Nanostructured metals are metallic materials whose grains, phases, surfaces, interfaces, or internal features are engineered at the nanometer scale. They include nanocrystalline metals, ultrafine-grained alloys, nanoporous metals, metallic multilayers, nanostructured coatings, metal foams, and consolidated nanoparticle-based metals. Unlike conventional metals, metallic nanoparticles and nanostructured metal systems can display properties strongly influenced by grain boundaries, interfaces, defects, surface area, and size-dependent behavior.
Nanostructured metals matter because nanoscale architecture can improve strength, hardness, wear resistance, catalytic activity, corrosion behavior, magnetic response, hydrogen storage, and functional surface performance. They are studied for structural materials, catalysts, electrodes, sensors, biomedical implants, additive manufacturing, protective coatings, and energy devices. However, stability, grain growth, ductility, fatigue, scalability, and reproducibility remain important challenges. The topic connects metallurgy with nanocatalysis, surface engineering, and advanced manufacturing.
Conferences on nanostructured metals appear in materials science, metallurgy, nanotechnology, surface engineering, manufacturing, and energy programs. Sessions often cover severe plastic deformation, electrodeposition, nanoporous metals, alloy design, mechanical testing, corrosion, and additive manufacturing. Tracking these events helps researchers follow how nanoscale structure can be used to tune the performance of metals for both structural and functional applications.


:: Try it ::
In the data below, restate exactly the lines from the one with "Image is 497x376 pixels." to the final line, both included, but not the pictures.

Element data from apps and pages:
++++++

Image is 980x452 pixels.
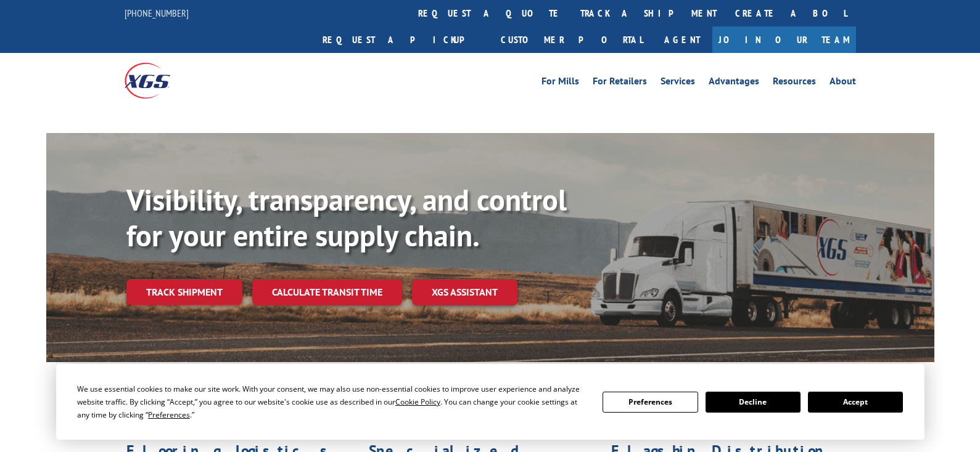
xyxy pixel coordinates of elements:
button: Preferences [603,392,697,413]
a: XGS ASSISTANT [412,279,517,306]
a: Track shipment [126,279,242,305]
span: Preferences [148,410,190,421]
a: For Mills [542,76,579,90]
a: Advantages [709,76,760,90]
a: For Retailers [592,76,647,90]
a: Services [661,76,695,90]
a: About [830,76,856,90]
a: Request a pickup [313,26,492,53]
b: Visibility, transparency, and control for your entire supply chain. [126,180,567,254]
div: We use essential cookies to make our site work. With your consent, we may also use non-essential ... [77,383,588,421]
a: [PHONE_NUMBER] [124,7,189,19]
button: Accept [808,392,903,413]
a: Customer Portal [492,26,652,53]
a: Join Our Team [712,26,856,53]
button: Decline [705,392,801,413]
a: Agent [652,26,712,53]
span: Cookie Policy [396,397,440,407]
a: Calculate transit time [252,279,402,306]
a: Resources [773,76,816,90]
div: Cookie Consent Prompt [56,364,924,440]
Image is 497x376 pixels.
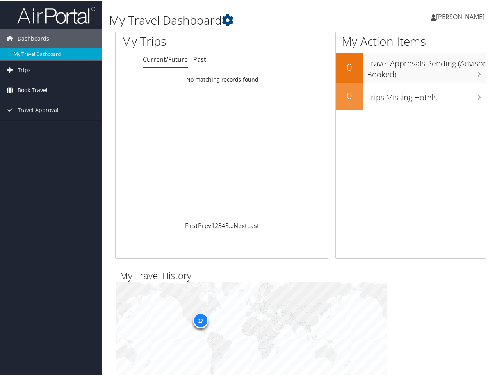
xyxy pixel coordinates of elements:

++++++

:: Solution to this problem ::
Image is 497x376 pixels.
xyxy pixel coordinates of elements:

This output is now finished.